Yes — within the sliding-scale pool, we prioritize applicants from underrepresented groups in software (women, Black engineers, Latinx engineers, Indigenous engineers, LGBTQ+ engineers, engineers from majority-world countries). About 30% of sliding-scale tuition has gone to applicants in these groups historically. We do not require documentation.
Yes — we process through Stripe (PCI-DSS Level 1). We do not store card numbers. We do store name, email, country, and (for invoiced employers) company and billing address. Full privacy policy at yourbusiness.com/privacy.
What you actually get on paper at the end of the cohort, and where it does and doesn't help.
Yes — a printable PDF "Your Business cohort_07 graduate" certificate, plus a verifiable URL on yourbusiness.com that confirms your name and the cohort number.
That said: no graduate has ever told us this mattered to them in a job search. The thing that matters is the three crates on your GitHub. The certificate is decoration; we ship it because cohort participants asked us to.
Most do. We provide a 1-page PDF "course summary" with hour count (~120 hours), syllabus, and instructor credentials. About 60% of cohort participants have gotten the cost reimbursed by their employer this way.
No.
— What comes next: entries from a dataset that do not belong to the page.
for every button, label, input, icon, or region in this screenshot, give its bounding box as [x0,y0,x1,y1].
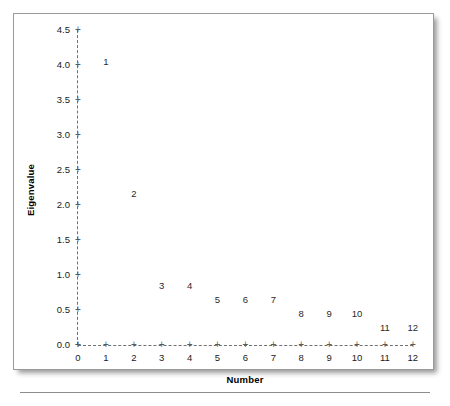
data-point: 4 [187,281,192,291]
y-tick-label: 1.5 [57,235,70,245]
scree-plot: +0.0+0.5+1.0+1.5+2.0+2.5+3.0+3.5+4.0+4.5… [0,0,450,406]
y-tick-label: 3.0 [57,130,70,140]
y-tick-label: 0.5 [57,305,70,315]
y-tick-glyph: + [75,165,81,175]
data-point: 12 [408,323,419,333]
x-tick-label: 9 [326,353,331,363]
y-tick-glyph: + [75,270,81,280]
x-tick-glyph: + [354,340,360,350]
y-tick-label: 1.0 [57,270,70,280]
x-tick-label: 2 [131,353,136,363]
data-point: 6 [243,295,248,305]
x-tick-label: 1 [103,353,108,363]
y-tick-label: 4.5 [57,25,70,35]
x-tick-label: 7 [271,353,276,363]
x-tick-glyph: + [187,340,193,350]
y-tick-label: 3.5 [57,95,70,105]
data-point: 11 [380,323,390,333]
y-tick-glyph: + [75,200,81,210]
y-axis-line [77,30,78,345]
x-tick-label: 0 [75,353,80,363]
y-tick-glyph: + [75,235,81,245]
x-tick-label: 12 [408,353,419,363]
y-tick-glyph: + [75,130,81,140]
data-point: 1 [103,57,108,67]
x-tick-glyph: + [382,340,388,350]
data-point: 7 [271,295,276,305]
x-tick-label: 4 [187,353,192,363]
y-tick-glyph: + [75,25,81,35]
x-tick-glyph: + [410,340,416,350]
x-tick-label: 8 [299,353,304,363]
x-tick-glyph: + [242,340,248,350]
y-tick-glyph: + [75,60,81,70]
y-tick-label: 4.0 [57,60,70,70]
x-tick-glyph: + [103,340,109,350]
data-point: 3 [159,281,164,291]
x-tick-label: 3 [159,353,164,363]
data-point: 2 [131,189,136,199]
x-tick-glyph: + [75,340,81,350]
x-tick-label: 11 [380,353,390,363]
y-axis-title: Eigenvalue [25,164,36,216]
x-tick-glyph: + [131,340,137,350]
bottom-divider [20,392,430,393]
x-tick-glyph: + [159,340,165,350]
x-axis-title: Number [226,374,263,385]
y-tick-label: 2.0 [57,200,70,210]
y-tick-glyph: + [75,305,81,315]
y-tick-glyph: + [75,95,81,105]
x-tick-glyph: + [270,340,276,350]
x-tick-glyph: + [326,340,332,350]
x-tick-label: 6 [243,353,248,363]
x-tick-label: 5 [215,353,220,363]
data-point: 9 [326,309,331,319]
y-tick-label: 0.0 [57,340,70,350]
x-tick-glyph: + [298,340,304,350]
data-point: 10 [352,309,363,319]
x-tick-label: 10 [352,353,363,363]
data-point: 5 [215,295,220,305]
x-tick-glyph: + [215,340,221,350]
y-tick-label: 2.5 [57,165,70,175]
data-point: 8 [299,309,304,319]
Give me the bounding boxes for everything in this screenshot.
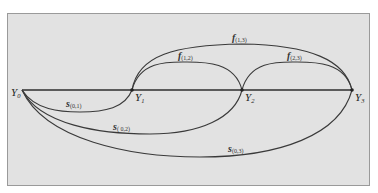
sequence-diagram: Y0 Y1 Y2 Y3 f(1,2) f(2,3) f(1,3) s(0,1) … <box>0 0 378 193</box>
node-marker-y1 <box>130 88 134 92</box>
node-marker-y3 <box>350 88 354 92</box>
node-marker-y2 <box>240 88 244 92</box>
diagram-panel <box>8 14 370 186</box>
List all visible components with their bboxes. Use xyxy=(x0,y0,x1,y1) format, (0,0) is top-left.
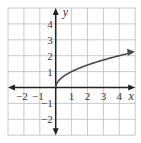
sqrt-curve xyxy=(56,49,135,88)
svg-text:1: 1 xyxy=(69,90,75,102)
svg-text:2: 2 xyxy=(85,90,91,102)
svg-text:−2: −2 xyxy=(41,113,53,125)
svg-text:4: 4 xyxy=(47,18,53,30)
svg-text:3: 3 xyxy=(47,34,53,46)
svg-text:2: 2 xyxy=(47,50,53,62)
svg-text:−2: −2 xyxy=(16,90,28,102)
svg-text:x: x xyxy=(128,89,135,103)
svg-text:1: 1 xyxy=(47,66,53,78)
tick-labels: −2−112344321−1−2xy xyxy=(16,5,134,125)
svg-text:3: 3 xyxy=(101,90,107,102)
graph: −2−112344321−1−2xy xyxy=(0,0,141,143)
svg-text:4: 4 xyxy=(117,90,123,102)
svg-text:−1: −1 xyxy=(41,97,53,109)
svg-text:y: y xyxy=(62,5,69,19)
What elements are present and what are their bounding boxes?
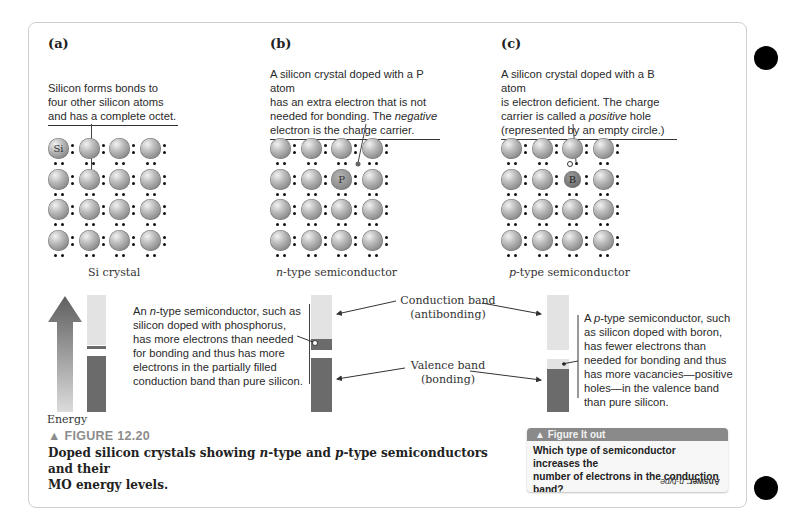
answer-label: Answer: [686, 477, 720, 487]
note-line: has fewer electrons than [584, 339, 734, 353]
caption-line: MO energy levels. [48, 477, 508, 493]
note-line: holes—in the valence band [584, 381, 734, 395]
text: Which type of semiconductor increases th… [533, 444, 722, 470]
caption-line: Doped silicon crystals showing n-type an… [48, 445, 508, 477]
figure-number: ▲ FIGURE 12.20 [48, 429, 150, 443]
note-line: as silicon doped with boron, [584, 325, 734, 339]
text: A [584, 312, 594, 324]
emphasis: n [259, 446, 268, 460]
text: -type semiconductor, such [600, 312, 730, 324]
positive-hole-icon [567, 161, 573, 167]
figure-it-out-box: ▲ Figure It out Which type of semiconduc… [527, 428, 728, 492]
note-line: than pure silicon. [584, 395, 734, 409]
figure-caption: Doped silicon crystals showing n-type an… [48, 445, 508, 493]
note-line: A p-type semiconductor, such [584, 311, 734, 325]
note-line: needed for bonding and thus [584, 353, 734, 367]
p-type-note: A p-type semiconductor, such as silicon … [584, 311, 734, 409]
text: -type and [268, 446, 335, 460]
text: Doped silicon crystals showing [48, 446, 259, 460]
note-line: has more vacancies—positive [584, 367, 734, 381]
answer-value: n-type. [658, 477, 684, 487]
figure-it-out-answer-upside-down: Answer: n-type. [658, 477, 720, 487]
figure-it-out-header: ▲ Figure It out [527, 428, 728, 441]
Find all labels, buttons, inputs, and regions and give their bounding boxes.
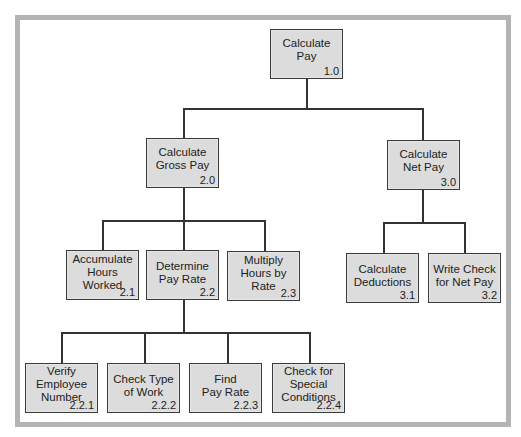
connector (306, 78, 308, 109)
node-label: Determine Pay Rate (147, 260, 218, 286)
connector (383, 222, 385, 253)
node-number: 3.1 (400, 289, 415, 301)
connector (102, 220, 265, 222)
node-number: 2.2.3 (234, 399, 258, 411)
node-accumulate-hours-worked: Accumulate Hours Worked 2.1 (66, 250, 139, 300)
connector (227, 332, 229, 363)
node-number: 2.2.1 (70, 399, 94, 411)
node-write-check-for-net-pay: Write Check for Net Pay 3.2 (428, 253, 501, 303)
node-label: Write Check for Net Pay (429, 263, 500, 289)
connector (183, 108, 423, 110)
node-number: 2.2.2 (152, 399, 176, 411)
node-verify-employee-number: Verify Employee Number 2.2.1 (25, 363, 98, 413)
connector (464, 222, 466, 253)
connector (61, 332, 310, 334)
node-multiply-hours-by-rate: Multiply Hours by Rate 2.3 (227, 251, 300, 301)
node-number: 2.1 (120, 286, 135, 298)
node-label: Calculate Net Pay (388, 148, 459, 174)
node-label: Find Pay Rate (190, 373, 261, 399)
connector (309, 332, 311, 363)
node-check-type-of-work: Check Type of Work 2.2.2 (107, 363, 180, 413)
node-calculate-deductions: Calculate Deductions 3.1 (346, 253, 419, 303)
node-number: 2.2.4 (317, 399, 341, 411)
node-label: Check Type of Work (108, 373, 179, 399)
connector (102, 220, 104, 251)
node-check-for-special-conditions: Check for Special Conditions 2.2.4 (272, 363, 345, 413)
connector (264, 220, 266, 251)
node-number: 3.0 (441, 176, 456, 188)
connector (144, 332, 146, 363)
node-calculate-net-pay: Calculate Net Pay 3.0 (387, 140, 460, 190)
node-calculate-gross-pay: Calculate Gross Pay 2.0 (146, 138, 219, 188)
node-determine-pay-rate: Determine Pay Rate 2.2 (146, 250, 219, 300)
connector (183, 299, 185, 333)
hierarchy-chart: Calculate Pay 1.0 Calculate Gross Pay 2.… (0, 0, 521, 437)
connector (383, 222, 465, 224)
node-label: Calculate Pay (271, 37, 342, 63)
node-find-pay-rate: Find Pay Rate 2.2.3 (189, 363, 262, 413)
node-label: Calculate Gross Pay (147, 146, 218, 172)
connector (422, 189, 424, 222)
node-number: 1.0 (324, 65, 339, 77)
node-label: Calculate Deductions (347, 263, 418, 289)
connector (183, 108, 185, 139)
connector (183, 187, 185, 251)
node-number: 2.3 (281, 287, 296, 299)
node-number: 2.0 (200, 174, 215, 186)
node-calculate-pay: Calculate Pay 1.0 (270, 29, 343, 79)
connector (422, 108, 424, 141)
connector (61, 332, 63, 363)
node-number: 3.2 (482, 289, 497, 301)
node-number: 2.2 (200, 286, 215, 298)
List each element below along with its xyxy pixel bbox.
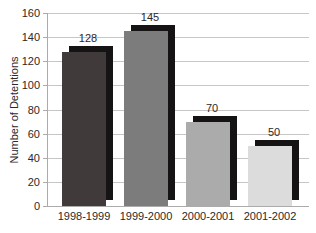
y-axis-line: [47, 13, 48, 206]
y-tick-label: 160: [22, 7, 40, 19]
bar-group: 50: [248, 146, 292, 206]
bar-group: 128: [62, 52, 106, 206]
y-tick-label: 80: [28, 104, 40, 116]
y-tick-label: 40: [28, 152, 40, 164]
x-tick-label: 1998-1999: [49, 210, 119, 222]
y-tick-label: 120: [22, 55, 40, 67]
bar-value-label: 128: [62, 32, 114, 44]
bar: [248, 146, 292, 206]
bar-value-label: 145: [124, 11, 176, 23]
y-tick-label: 20: [28, 176, 40, 188]
x-tick-label: 2000-2001: [173, 210, 243, 222]
bar-group: 70: [186, 122, 230, 206]
bar-group: 145: [124, 31, 168, 206]
bar: [62, 52, 106, 206]
x-tick-label: 1999-2000: [111, 210, 181, 222]
plot-area: 1601401201008060402001281998-19991451999…: [47, 13, 309, 206]
bar: [124, 31, 168, 206]
y-tick-label: 0: [34, 200, 40, 212]
y-tick-label: 100: [22, 79, 40, 91]
x-axis-line: [47, 206, 309, 207]
detentions-bar-chart: Number of Detentions 1601401201008060402…: [0, 0, 316, 233]
x-tick-label: 2001-2002: [235, 210, 305, 222]
y-axis-title: Number of Detentions: [8, 50, 20, 170]
y-tick-label: 140: [22, 31, 40, 43]
bar: [186, 122, 230, 206]
bar-value-label: 50: [248, 126, 300, 138]
y-tick-mark: [43, 206, 47, 207]
bar-value-label: 70: [186, 102, 238, 114]
y-tick-label: 60: [28, 128, 40, 140]
gridline: [47, 13, 309, 14]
We are not an accredited educational institution, we are not affiliated with any university, and we don't pretend otherwise. The credential is what you make of it: the artifacts you ship, the cohort relationships you build, and the depth of Rust you walk away with.
Sure. Most graduates list it under "Education" or "Licenses & certifications" with the cohort number and graduation date. We don't have an official "LinkedIn issuer" badge.
What happens to your access, your code, and your cohort relationships once week 12 is over.
It means the cohort Slack workspace stays open. As of January 2026, the workspace contains every cohort from 01 onwards — about 178 active members across the alumni channels. Cohort_01 alumni still post regularly, mostly in #help-rustc and #jobs.
Yes — alumni keep access indefinitely at alumni.yourbusiness.com. We have not removed any past cohort's content. New cohort sessions are paywalled until you graduate, then become alumni-accessible.
Yes — we offer a $300 discount to repeat alumni. About 6 graduates have taken a second cohort. They tend to focus on whichever artifact was tightest the first time around (usually artifact_03, the embedded one).
Yes, within reason. Vela responds to alumni emails — it's a question of pace, not policy. If you're looking for ongoing dedicated mentorship, the mentor-tier 90-day post-cohort check-in is included. After that, alumni-Slack channels are the main avenue.
Not formally. We don't take placement fees, we don't run a recruiting service. Vela writes referral notes for graduates who ask, and the cohort Slack has a #jobs channel that's reasonably active. About 71% of graduates take a Rust-primary role within 6 months of graduating; that statistic is a side effect, not a core promise.